The greatest philosopher who never was!

May 5, 2010

You don’t know who he was?  Read these posts

Et puis, achetez-vous votre T-shirt ici!  Or for you non-francophones,

Buy your T-shirt here!


Kant – Dylan – Botul!

February 26, 2010

In an earlier post, I chortled about the gaffe of BHL citing the non-existent philosopher, Jean Baptiste Botul, founder of the philsophical school, Les botulistes, and his book The Sex Life of Immanuel Kant. Thanks to the silly Monsieur BHL for leading me to Frédéric Pagès, the brilliant satirist responsible for it all.  His book on Kant is, as one reviewer called the author of another book of parody that I adore, a work of “gob-smacking genius!”

Consider this:

Quatrième Causerie

DES GRILLONS PLEIN LA TÊTE

Le Dégoût de Vivre:

Ne soyons pas dupes de sa vie apparemment tranquille.  La régularité de son emploi du temps et la montonie de cette vie studieuse cachent des aventures épouvantables, des excursions aux confins de la folie.  Les monstres rôdent.  Les lubies kantiennes sont une camisole de force qu’il s’applique héroiquement pour ne pas bascule dans l’immonde.

Inventé-je?

My best effort at translation:

Fourth Presentation

A HEAD FULL OF CRICKETS

Disgust with Life:

We must not be duped by his [Kant’s] apparrently tranquil life.  The regulated way he spent his time and the monotony of his life of study hides frightening adventures, voyages to the edge of madness.  Monsters prowl there.  Kantian ideas are a straight-jacket that he made for himself in a heroic effort to keep from falling into the filth.

Am I making this up?

All this about a man, the apex of Englightenment, nay, Western philosophy, who had habits so regular and dull, that you could set your watch by his schedule of walking around the castle grounds of his university town.  Monsters prowl there, indeed!
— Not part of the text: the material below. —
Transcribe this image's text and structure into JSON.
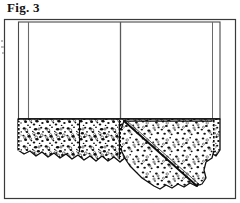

The brilliant humor of this parody is that it appears to take on the corpus of Kant’s philsophy, but with only one question in mind:  Did he or did he not have a sex life?  As one who has dipped into biographical material on Wittgenstein and Nietzsche to make some critiques of their work, I was mightily amused!

And the connection to Dylan…you may ask as J. P. Botul rhetorically asked in the passage above, “Am I making this up?”  The phrase, a head full of crickets has, by my reading, the same sense as Bob Dylan’s well known lyric from Maggie’s Farm:

I ain’t gonna work on Maggie’s farm no more.
No, I ain’t gonna work on Maggie’s farm no more.
Well, I wake in the morning,
Fold my hands and pray for rain.
I got a head full of ideas
That are drivin’ me insane

It’s a shame the way she makes me scrub the floor.
I ain’t gonna work on Maggie’s farm no more.

Kant as tormented, alienated artist?  Oppressed and unappreciated Everyman?  Venture no further – monsters prowl there!